So, Thatcher's dead

Apr 08, 2013 15:31

Margaret Thatcher's dead. My Twitter feed is being pretty restrained, I think, which is nice. I ain't mourning her passing, she hurt so many people, she paved the way for the hurt so many people are suffering today as the poor continue to be demonised, but I can't celebrate anybody's death ( Read more... )

politics

Leave a comment

Comments 19

reapermum April 8 2013, 14:57:09 UTC
Hurrah for the milk snatching, you didn't spend years of your life being forced to drink 1/3pint of luke warm, slightly off milk every school day.

Reply

calapine April 8 2013, 15:44:01 UTC
BUT MY POOR BONES LACK CALCIUM NOW. Probably. I have no idea. Rly I should be on her side for that cause I hate milk, and yet.

Reply

reapermum April 8 2013, 16:13:28 UTC
There was no storage for the milk at my school. So in winter it was put on the radiators to thaw, so it was luke warm and going off by the time we had to drink it. In summer there was no where to keep it cool, so once again warm and going off. And you weren't allowed to miss drinking it because it was good for us. Those of us who lived through that all cheered when milk vanished from schools.

Reply

calapine April 8 2013, 16:58:09 UTC
That is quite perfectly horrid, yes. Ick. :(

Reply


peeeeeeet April 8 2013, 16:21:16 UTC
+ Clause 28.

ISTR reading somewhere that she actually spoke against taking away free school milk according to the cabinet minutes, but was bound to publicly support the policy due to collective cabinet responsibility. But "milk snatcher" is too good a nickname so it may as well stick.

Reply

calapine April 8 2013, 16:59:30 UTC
Yeah, I don't want to give up the cheap name-calling.

S28's not so stamped on my memory, but it's def a part of her smashing legacy that shouldn't be forgotten.

Reply


sabotabby April 8 2013, 20:54:34 UTC
Some of the earliest memories I have involve the shit she was doing across the pond. It was her, Reagan, and Mulroney forming an unholy trifecta of early political consciousness.

Ah. One to go.

Reply

airie_fairy April 8 2013, 21:29:53 UTC
...I don't know of this Mulroney. Should I, or would it just hurt?

Reply

sabotabby April 8 2013, 21:33:42 UTC
Canadian Prime Minister around the same time who introduced neoliberal policies here. He was small potatoes compared to both the others and the kitten-eater we have running the country at the moment, but nevertheless one of the Great Satans of my early childhood.

Reply

airie_fairy April 9 2013, 06:39:14 UTC
*researches* ...man, that guy was...um, kind of incompetent, eh?
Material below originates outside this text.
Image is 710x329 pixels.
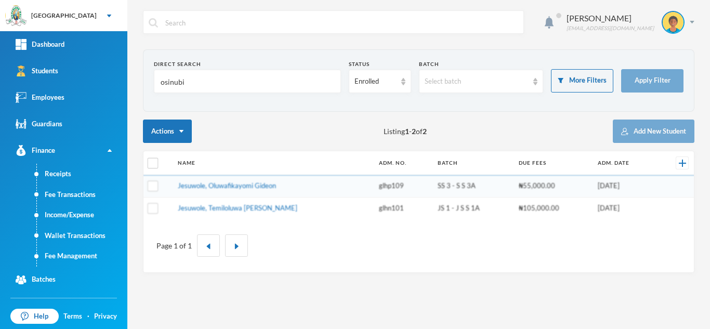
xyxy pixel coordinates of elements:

My brain fundamentally runs screaming from the word "privatization."

At least he wasn't all...yay apartheid and contras?

Reply


wwhyte April 9 2013, 12:55:23 UTC
I'm kind of not bothered by the Belgrano thing. War's war.

Reply

calapine April 9 2013, 17:47:59 UTC
No, it's not. There are numerous inexcusable, illegal and/or unjust things one party can do to another even while in a state of open war. That's why we have stuff like the Geneva Convention, the International Criminal Court, and so on. While I don't think sinking a retreating ship and killing the crew is a crime we'll ever see come to the Hague's court, I would prefer a world where it did.

Reply

airie_fairy April 10 2013, 04:32:02 UTC
Even within war, there's still such a thing as war crimes.

Reply


dqbunny April 9 2013, 16:17:18 UTC
My husband picked me up, twirled me around, then danced around the apartment. He was so happy. He was telling me about her policies and how they affected Liverpool and hurt so many people. Here in the US, we grew up just knowing she was a woman and a friend of Reagan's.

Reply

calapine April 9 2013, 16:29:31 UTC
I can't be cheerful about it, but I do understand it. She did a heck of a lot of damage, and it's still with us.